The Pull of the Stars was a Richard and Judy Book Club pick, a Barnes & Noble Book Club choice, a Reader's Digest Book Club Pick and an Australian Women's Weekly Book Club Pick as well as an Oprah Magazine Best Book of Summer 2020 and a Guardian, Telegraph, NPR, CBC, Globe and Mail, Cosmopolitan and Chapters Indigo Best Book of 2020.


It was shortlisted for the Easons Irish Novel of the Year, the Trillium Book Award, the Stonewall Book Awards Barbara Gittings Literature Award, a Goodreads Choice Award for historical fiction, and longlisted for the Scotiabank Giller Prize for Canadian fiction and the Polari Prize. On publication it became a #1 bestseller in Ireland and Canada - staying on Canadian bestseller lists for eight months - and made the New York Times list as well as the Sunday Times list (UK) as well. The Pull of the Stars is Donoghue’s thirteenth novel (and seventeenth book of fiction). With tireless tenderness and humanity, carers and mothers alike somehow do their impossible work. They lose patients to this baffling pandemic, but they also shepherd new life into a fearful world. In the darkness and intensity of this tiny ward, over three days, these women change each other’s lives in unexpected ways. Into Julia’s regimented world step two outsiders-Doctor Kathleen Lynn, on the run from the police, and a young volunteer helper, Bridie Sweeney. In an Ireland doubly ravaged by war and disease, Nurse Julia Power works at an understaffed hospital in the city centre, where expectant mothers who have come down with the terrible new flu are quarantined.

A small world of work, risk, death and unlooked-for love.

The Pull of the Stars (New York: Little Brown Toronto: HarperCollins Canada London: Picador, 2020).ĭublin, 1918: three days in a maternity ward at the height of the Great Flu.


[Exercise directions] Everything from the line containing "Describe the element" through the line containing "Image resolution: width=1089" should be repeated exactly, and nothing else from the data.

[Raw data]
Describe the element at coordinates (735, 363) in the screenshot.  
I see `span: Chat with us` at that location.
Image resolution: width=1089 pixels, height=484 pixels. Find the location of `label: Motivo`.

...

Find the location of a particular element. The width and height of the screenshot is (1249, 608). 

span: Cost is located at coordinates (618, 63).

[Response area]
Describe the element at coordinates (735, 363) in the screenshot.  
I see `span: Chat with us` at that location.
Image resolution: width=1089 pixels, height=484 pixels. Find the location of `label: Motivo`.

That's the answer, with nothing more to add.